A Prescription for Teacher Burnout
During my first semester as a NYC teacher I found myself in the staff lounge across from a veteran teacher whose face was obscured by the newspaper he was reading. I ventured a question to see if he might he be able to provide any insight to my struggle to reach a difficult student.
He bent back a corner of the paper and looked at me. “Oh yeah, you’re that new teacher, right?”
“Yeah,” I replied, “that’s me.”
“Well, don’t worry,” he said, returning to his newspaper, “you’ll get over it.”
One of the things I am proudest of in my professional career is being able to say that I never did ‘get over it,’ at least not yet.
Teachers struggle every day carrying a load that is often difficult and unwieldy. We have to answer to everybody, and right away. We must deliver individualized learning to a wildly diverse set of students that (the the same time) meets the needs of parents, each of whom has a specific vision for their own child, and the requirements of a host of administrators and school officials each of whom has an opinion about what ought to happen as well. Frequently these people are partners, but sometimes, it needs to be said, they are adversarial and, occasionally, unreasonably so.
I’ve been on all sides of this equation, as parent, teacher and supervisor, sometimes successfully and sometimes not. Here’s the truth. You cannot be 100% successful. You cannot meet the needs of everyone, all the time: a certain amount of missing the mark is inevitable. Sometimes teachers just burn out and give up: we all know some who have. Some really good teachers have left the profession and some, unfortunately, who have given up haven’t left. This is also true amongst other professionals as well, especially in the ‘helping’ professions.
In reality everything I have ever heard from a teacher who has given up appears to me to be absolutely true. Difficult, incompetent administrators, impossible parents, poorly behaved students or an unappreciative public, as Madeline Kahn said in Blazing Saddles, “it’s twoo, it’s twoo!” But so what! What is also true one day in school can be absolutely untrue the next.
And even if it’s not, so what!
Reality doesn’t cause burnout: burnout happens when mission is obscured by a loss of vision. To prevent burnout, or to cool it down, cede some time and careful thought to the development of a serious ‘philosophical’ teaching ideal that you can act on. I advocate doing this is not because you’ll wholly achieve this ideal, nobody will, but because what we need is a measurement tool for something greater than the ups and downs of a school day, or a school year or a even a school lifetime.
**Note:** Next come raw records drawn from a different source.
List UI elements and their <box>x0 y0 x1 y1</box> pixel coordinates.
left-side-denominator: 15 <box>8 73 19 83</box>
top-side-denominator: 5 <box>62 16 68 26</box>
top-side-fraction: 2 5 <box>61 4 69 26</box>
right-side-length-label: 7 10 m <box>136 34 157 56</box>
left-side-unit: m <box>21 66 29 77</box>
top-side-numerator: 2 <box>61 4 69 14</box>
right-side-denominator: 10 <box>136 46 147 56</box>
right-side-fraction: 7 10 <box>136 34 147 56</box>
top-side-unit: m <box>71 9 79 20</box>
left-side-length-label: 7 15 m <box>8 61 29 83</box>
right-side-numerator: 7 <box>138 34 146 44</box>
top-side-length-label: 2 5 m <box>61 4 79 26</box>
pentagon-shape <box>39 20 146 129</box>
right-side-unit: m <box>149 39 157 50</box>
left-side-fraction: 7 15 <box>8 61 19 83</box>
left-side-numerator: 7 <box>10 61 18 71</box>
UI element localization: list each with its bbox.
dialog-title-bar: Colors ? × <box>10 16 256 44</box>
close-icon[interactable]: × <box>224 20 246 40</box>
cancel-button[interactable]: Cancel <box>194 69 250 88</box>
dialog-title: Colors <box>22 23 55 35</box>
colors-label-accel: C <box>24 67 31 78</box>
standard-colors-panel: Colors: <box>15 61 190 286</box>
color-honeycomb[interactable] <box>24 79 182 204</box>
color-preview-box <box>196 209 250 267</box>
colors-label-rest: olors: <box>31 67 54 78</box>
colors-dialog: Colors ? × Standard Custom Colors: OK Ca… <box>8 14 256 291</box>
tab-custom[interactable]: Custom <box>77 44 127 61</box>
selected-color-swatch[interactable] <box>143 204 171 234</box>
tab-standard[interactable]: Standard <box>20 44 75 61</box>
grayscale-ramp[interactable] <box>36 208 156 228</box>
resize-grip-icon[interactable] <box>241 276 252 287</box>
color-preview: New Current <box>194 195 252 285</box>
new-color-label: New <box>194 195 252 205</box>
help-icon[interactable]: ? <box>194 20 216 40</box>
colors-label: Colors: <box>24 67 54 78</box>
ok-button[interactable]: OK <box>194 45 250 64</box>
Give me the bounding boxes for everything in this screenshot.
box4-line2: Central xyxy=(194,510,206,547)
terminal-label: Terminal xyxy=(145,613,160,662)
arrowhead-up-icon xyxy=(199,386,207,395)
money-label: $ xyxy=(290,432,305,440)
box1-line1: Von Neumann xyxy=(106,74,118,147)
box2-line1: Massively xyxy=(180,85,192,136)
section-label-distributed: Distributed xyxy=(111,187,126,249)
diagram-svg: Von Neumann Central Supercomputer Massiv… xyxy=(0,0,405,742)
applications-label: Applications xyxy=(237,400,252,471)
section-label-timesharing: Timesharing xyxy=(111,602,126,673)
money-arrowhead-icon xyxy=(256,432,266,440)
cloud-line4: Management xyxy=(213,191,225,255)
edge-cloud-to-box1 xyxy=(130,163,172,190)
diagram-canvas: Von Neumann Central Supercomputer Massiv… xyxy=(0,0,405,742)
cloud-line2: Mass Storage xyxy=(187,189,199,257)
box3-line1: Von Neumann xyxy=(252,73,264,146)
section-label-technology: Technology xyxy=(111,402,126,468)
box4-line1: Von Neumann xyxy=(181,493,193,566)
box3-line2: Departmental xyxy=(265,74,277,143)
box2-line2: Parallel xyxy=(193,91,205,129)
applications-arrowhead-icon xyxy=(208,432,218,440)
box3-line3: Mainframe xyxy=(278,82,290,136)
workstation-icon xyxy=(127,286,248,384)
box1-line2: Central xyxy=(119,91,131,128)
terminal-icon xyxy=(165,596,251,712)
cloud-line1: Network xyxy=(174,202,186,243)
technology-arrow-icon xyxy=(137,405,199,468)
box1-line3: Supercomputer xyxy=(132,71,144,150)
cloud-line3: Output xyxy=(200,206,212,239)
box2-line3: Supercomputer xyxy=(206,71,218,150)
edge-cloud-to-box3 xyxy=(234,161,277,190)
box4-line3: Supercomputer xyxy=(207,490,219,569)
Teachers leave school every day with a knapsack full of ways they must improve to become better teachers, not to mention a tower of student work that needs review and lessons that need planning, and a whole life outside of school that must be administered to before the next bell. Teachers also carry home a million reasons to call in sick the next day. But coming back with a measure of renewed spirit must be driven by more than the just the pay. Like a watch, what we do must be worth more than merely the sum our parts. Remember when the pieces of a clock have been assembled you have more than just a functioning object, you also have a way to measure time.
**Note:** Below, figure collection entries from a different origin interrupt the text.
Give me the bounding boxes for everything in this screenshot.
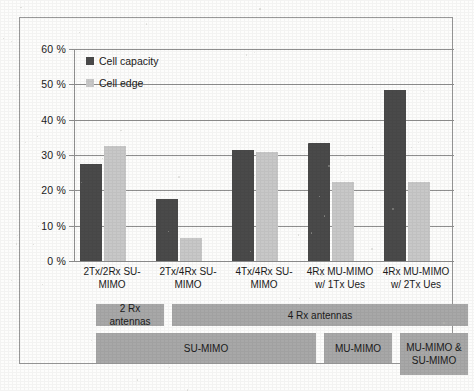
scan-speck (116, 322, 117, 323)
scan-speck (246, 54, 248, 56)
scan-speck (324, 215, 325, 216)
gridline (74, 261, 454, 262)
scan-speck (308, 143, 309, 144)
banner-row-antennas: 2 Rx antennas4 Rx antennas (39, 304, 473, 329)
scan-speck (299, 298, 300, 299)
scan-speck (16, 243, 17, 244)
y-axis-tick-label: 20 % (41, 184, 66, 196)
legend-swatch-cell-edge (86, 79, 94, 87)
banner-row-mimo-mode: SU-MIMOMU-MIMOMU-MIMO &SU-MIMO (39, 333, 473, 375)
banner-label: 2 Rx antennas (96, 304, 164, 326)
scan-speck (321, 274, 323, 276)
bar (332, 182, 354, 262)
chart-frame: 0 %10 %20 %30 %40 %50 %60 % Cell capacit… (19, 17, 453, 364)
bar-group (302, 49, 378, 261)
bar (104, 146, 126, 261)
scan-speck (463, 131, 464, 132)
scan-speck (17, 235, 18, 236)
scan-speck (11, 41, 12, 42)
bar (384, 90, 406, 261)
scan-speck (168, 231, 169, 232)
x-axis-category-label: 2Tx/2Rx SU-MIMO (74, 265, 150, 291)
scan-speck (27, 261, 28, 262)
scan-speck (11, 280, 12, 281)
banner-label: SU-MIMO (96, 333, 316, 363)
scan-speck (371, 248, 373, 250)
scan-speck (417, 224, 418, 225)
legend-item: Cell capacity (86, 55, 159, 67)
y-axis-tick-label: 40 % (41, 114, 66, 126)
scan-speck (299, 304, 300, 305)
scan-speck (319, 196, 320, 197)
scan-speck (120, 130, 121, 131)
bar (232, 150, 254, 261)
banner-label: MU-MIMO &SU-MIMO (400, 333, 468, 375)
banner-label: 4 Rx antennas (172, 304, 468, 326)
chart-page: 0 %10 %20 %30 %40 %50 %60 % Cell capacit… (0, 0, 474, 391)
bar-group (378, 49, 454, 261)
bar-group (226, 49, 302, 261)
scan-speck (81, 182, 82, 183)
scan-speck (42, 284, 43, 285)
bar (156, 199, 178, 261)
legend-swatch-cell-capacity (86, 57, 94, 65)
scan-speck (250, 251, 251, 252)
x-axis-category-label: 4Tx/4Rx SU-MIMO (226, 265, 302, 291)
scan-speck (137, 379, 139, 381)
scan-speck (102, 158, 103, 159)
scan-speck (259, 8, 261, 10)
scan-speck (418, 142, 419, 143)
y-axis-tick-label: 50 % (41, 78, 66, 90)
bar (180, 238, 202, 261)
scan-speck (20, 7, 21, 8)
bar-group (150, 49, 226, 261)
scan-speck (328, 165, 330, 167)
bar (80, 164, 102, 261)
y-axis-tick-label: 30 % (41, 149, 66, 161)
banner-label: MU-MIMO (324, 333, 392, 363)
x-axis-category-label: 4Rx MU-MIMOw/ 1Tx Ues (302, 265, 378, 291)
y-axis-tick-label: 10 % (41, 220, 66, 232)
scan-speck (110, 234, 111, 235)
legend-label-cell-edge: Cell edge (99, 77, 143, 89)
y-axis-tick-label: 60 % (41, 43, 66, 55)
y-axis-tick-label: 0 % (47, 255, 66, 267)
scan-speck (232, 379, 233, 380)
x-axis-category-label: 2Tx/4Rx SU-MIMO (150, 265, 226, 291)
scan-speck (17, 85, 18, 86)
scan-speck (273, 169, 274, 170)
y-axis-tick (69, 261, 74, 262)
scan-speck (110, 239, 111, 240)
bar (408, 182, 430, 262)
legend-label-cell-capacity: Cell capacity (99, 55, 159, 67)
chart-legend: Cell capacity Cell edge (86, 55, 159, 99)
scan-speck (344, 155, 346, 157)
bar (256, 152, 278, 261)
x-axis-category-label: 4Rx MU-MIMOw/ 2Tx Ues (378, 265, 454, 291)
legend-item: Cell edge (86, 77, 159, 89)
grouping-banners: 2 Rx antennas4 Rx antennas SU-MIMOMU-MIM… (39, 304, 473, 379)
bar (308, 143, 330, 261)
scan-speck (221, 300, 222, 301)
plot-area: 0 %10 %20 %30 %40 %50 %60 % Cell capacit… (74, 49, 454, 261)
scan-speck (37, 136, 38, 137)
x-axis-category-labels: 2Tx/2Rx SU-MIMO2Tx/4Rx SU-MIMO4Tx/4Rx SU… (74, 265, 454, 299)
scan-speck (392, 208, 394, 210)
scan-speck (254, 52, 255, 53)
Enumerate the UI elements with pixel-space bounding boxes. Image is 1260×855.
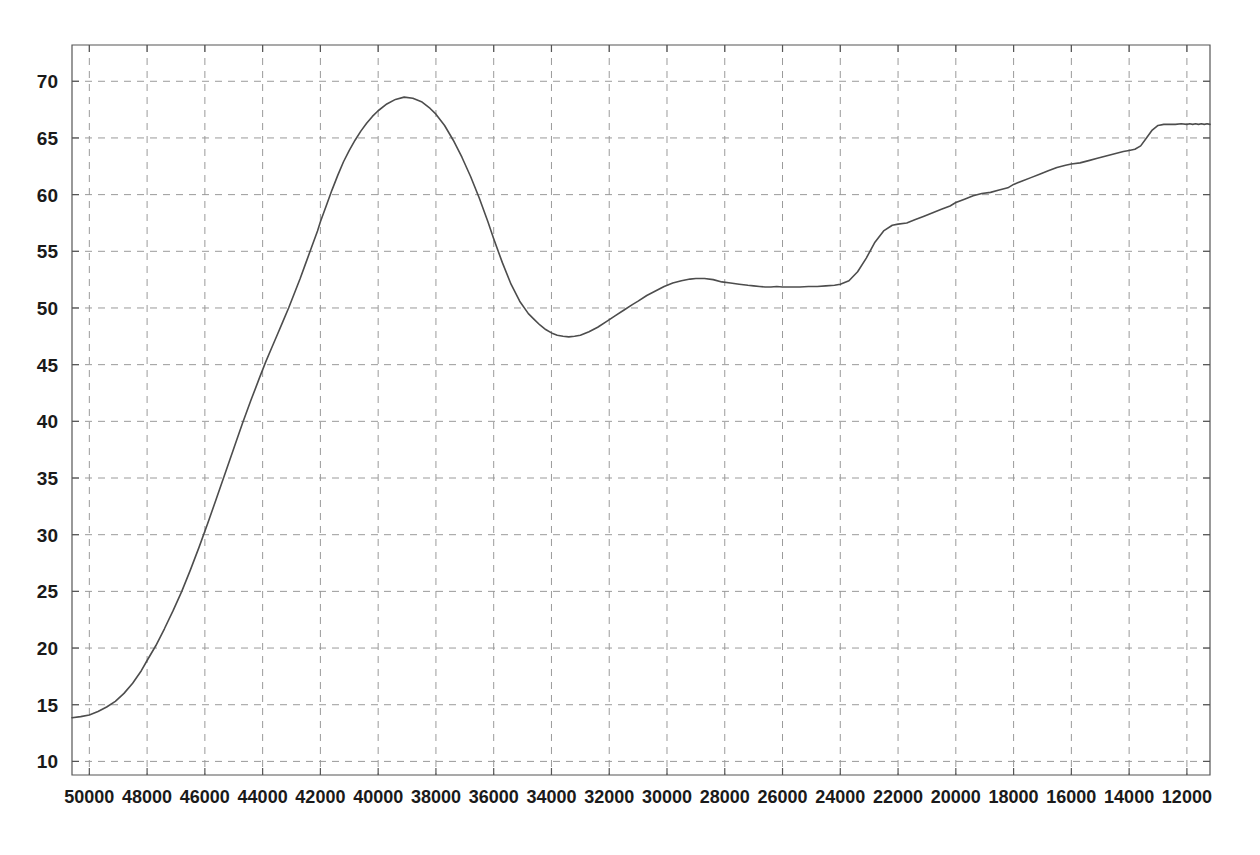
plot-frame — [72, 45, 1210, 775]
ytick-label-10: 60 — [37, 185, 58, 206]
xtick-label-4: 42000 — [295, 787, 345, 807]
xtick-label-0: 50000 — [64, 787, 114, 807]
line-chart: 5000048000460004400042000400003800036000… — [0, 0, 1260, 855]
xtick-label-8: 34000 — [526, 787, 576, 807]
data-series-group — [72, 97, 1210, 718]
chart-container: 5000048000460004400042000400003800036000… — [0, 0, 1260, 855]
ytick-label-8: 50 — [37, 298, 58, 319]
ytick-label-3: 25 — [37, 581, 59, 602]
vertical-gridlines — [89, 45, 1187, 775]
xtick-label-19: 12000 — [1162, 787, 1212, 807]
xtick-label-16: 18000 — [989, 787, 1039, 807]
xtick-label-12: 26000 — [757, 787, 807, 807]
ytick-label-7: 45 — [37, 355, 59, 376]
xtick-label-3: 44000 — [238, 787, 288, 807]
xtick-label-1: 48000 — [122, 787, 172, 807]
xtick-label-9: 32000 — [584, 787, 634, 807]
xtick-label-15: 20000 — [931, 787, 981, 807]
series-line-0 — [72, 97, 1210, 718]
xtick-label-2: 46000 — [180, 787, 230, 807]
ytick-label-2: 20 — [37, 638, 58, 659]
xtick-label-17: 16000 — [1046, 787, 1096, 807]
ytick-label-0: 10 — [37, 751, 58, 772]
ytick-label-12: 70 — [37, 71, 58, 92]
xtick-label-6: 38000 — [411, 787, 461, 807]
ytick-label-4: 30 — [37, 525, 58, 546]
xtick-label-14: 22000 — [873, 787, 923, 807]
x-axis-tick-labels: 5000048000460004400042000400003800036000… — [64, 787, 1212, 807]
y-axis-tick-labels: 10152025303540455055606570 — [37, 71, 59, 772]
xtick-label-7: 36000 — [469, 787, 519, 807]
ytick-label-1: 15 — [37, 695, 59, 716]
xtick-label-11: 28000 — [700, 787, 750, 807]
xtick-label-13: 24000 — [815, 787, 865, 807]
xtick-label-18: 14000 — [1104, 787, 1154, 807]
ytick-label-6: 40 — [37, 411, 58, 432]
x-axis-tick-marks — [89, 45, 1187, 775]
ytick-label-11: 65 — [37, 128, 59, 149]
ytick-label-9: 55 — [37, 241, 59, 262]
xtick-label-5: 40000 — [353, 787, 403, 807]
ytick-label-5: 35 — [37, 468, 59, 489]
xtick-label-10: 30000 — [642, 787, 692, 807]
The belief that our actions are associated with a larger purpose, like a philosophical ideal that is in our control to act upon, gives us hope, power and purposefulness as opposed to merely being buffeted by the whims and edicts of others. When you can articulate a fully thought out purpose, that includes rigorous academics, you can discuss, rationally, and measure how what you are doing is leading to the learning you intend to accomplish in both the affective and academic realms. And again, more than the sum of its parts, such clarity also opens one to inputs in the same vein. Instead of merely being overwhelmed by others’ directions and directives, we can measure their suggestions for how they fit into our intended plans.
I have found when I am driven by a true and focused passionate belief in something that is in my control to act on when I’m right, I know it, but when I am not right I also know that, too. When I am not right about something in which I have invested deeply I always get a feeling deep in my guts, a kind of tight queasiness that at first I always seem to want to interpret as something I ate. I may not want to admit it, but I know it, and in the end, because what I am trying to do (I hope) is greater than just me, I have to emplace my mistakes, triage the situation as best I can, and move forward in a better way.
So to prevent burnout, take a moment to create some hope by having a belief system about the value of teaching that is more than just passing grades and meeting administrative objectives. And because nothing keeps us more honest than knowing that we have left a trail of evidence, write it down, even if it’s just for you.
That is my prescription to prevent burnout for this school year: take a tablet of that philosophical hope every evening, with a nice glass of wine, and call me in June.